The lecture will discuss variety in technological behavior and scope in northeastern Aegean Neolithic sites and attempt to balance the common tendency to regard change in the material culture of this region as the dull outcome of economic and social developments elsewhere in the Aegean and the Balkans.
The Aegean Neolithic textile crafts are obscure since no actual fabrics have been discovered; consequently, the available information is only indirect. What we know is some basic archaeological evidence for textile technology, namely some easily diagnostic textile tools made of stable materials, such as clay and stone, and from sewing implements made of bone.

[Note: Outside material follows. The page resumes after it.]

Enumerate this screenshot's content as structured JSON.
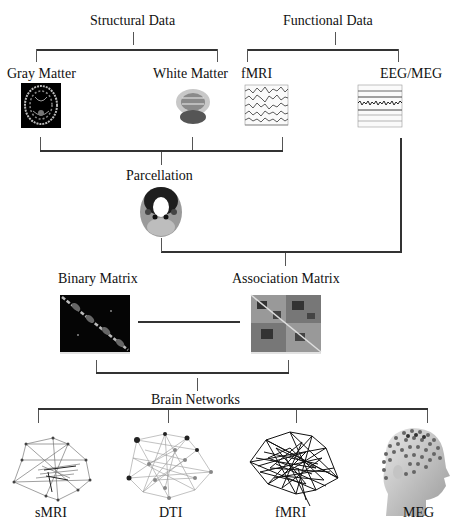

Based on these groups of finds, we know that household textile industries existed since the Early Neolithic, while the use of the vertical warp-weighted loom, as we know it from the later periods, appears much later.
Archaeological and analytical data from prehistoric sites led to the mapping of land and maritime communication routes in the Aegean. Due to the progress of research, these routes are being revised or expanded, enlightening the direction, mode and scale of the maritime dialogues in the Aegean from the Stone Age to the end of the Bronze Age.
The partial or wholesale destruction of archaeological sites is an increasing problem in the Near East and eastern Mediterranean. Opportunistic and systematic looting of cemeteries to acquire objects for sale on the antiquities market has been ongoing for centuries, a problem that shows little signs of abating despite international efforts.
Wednesday, 30 May 2018, 19:00 (Annual Meeting of Aegeus)
Although in some parts of the world, such as Mesoamerica or Mesopotamia, the study of state formation employs multi-dimensional approaches, this has not been the case in the Aegean. Here, the rise of Minoan and Mycenaean states has been subjected to rigid neo-evolutionary chiefdom-to-state models and biased by over-reliance on the evidence from a few major palaces.
The largest known jadeite source in the Aegean is located on the Cycladic island of Syros. During sampling, several flakes and preforms of considerable age were identified, demonstrating, for the first time, the presence of several knapping places around the large jadeite boulders on Syros.
The narrative of a Mediterranean Bronze Age civilisation uni-directionally shaped by the influence of the ‘civilised’ core has dramatically changed in recent times, when alternative narratives have emerged and acquired momentum. These have highlighted the importance of the ‘west’ broadly intended as encompassing the central Mediterranean and Europe, in shaping social dynamics of the basin.